His hand clenched around a bit of fabric as he shot a guarded look her direction.
She raised her eyebrows in question, but didn’t move closer to where he sat on a bench in a patch of sunshine. Billie had no idea where the summer had gone. August would soon give way to September, bringing with it the first hints of autumn. She hadn’t heard a word from Zane since her birthday, but she’d continued writing to him twice a week. She’d even sent him a package a few weeks ago with more cookies, chewing gum, and a selection of magazines she thought he might enjoy.
Instead of worrying about where he was, she sent up another prayer for his safekeeping and refocused her attention on the man sitting in front of her.
With her best schoolmarm expression in place, she stared at Klayne until he shifted on the bench, like a misbehaving boy squirming to get out of his punishment.
Finally, the man sighed and held out his hand.
Billie looked at a woman’s handkerchief. It might have been lovely at one time, and had no d
oubt been white, but now it was gray, stained with spots of dried blood, the edges beginning to fray.
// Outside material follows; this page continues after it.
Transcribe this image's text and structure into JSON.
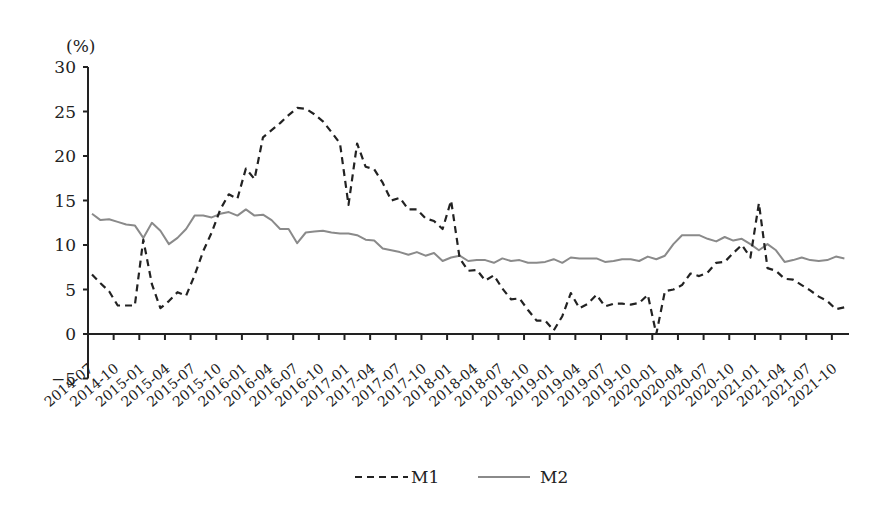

“Does that belong to someone special?” she asked, noting the skilled embroidery work. Someone had gone to much effort to make it a thing of beauty, even if it now looked more like a rag.
Klayne nodded. “My wife.”
“Your wife?” Billie’s mouth dropped open in surprise and she had to force it shut. She spluttered a few minutes before she turned her disbelieving stare on Klayne. “You have a wife?”
He nodded again.
“Well, good golly, man! Do we need to notify her that you’re here? Do you want to write her a letter? What can I do to help?” Billie knew for a fact Klayne’s file didn’t list a wife. No relatives were listed and no one had been contacted on his behalf.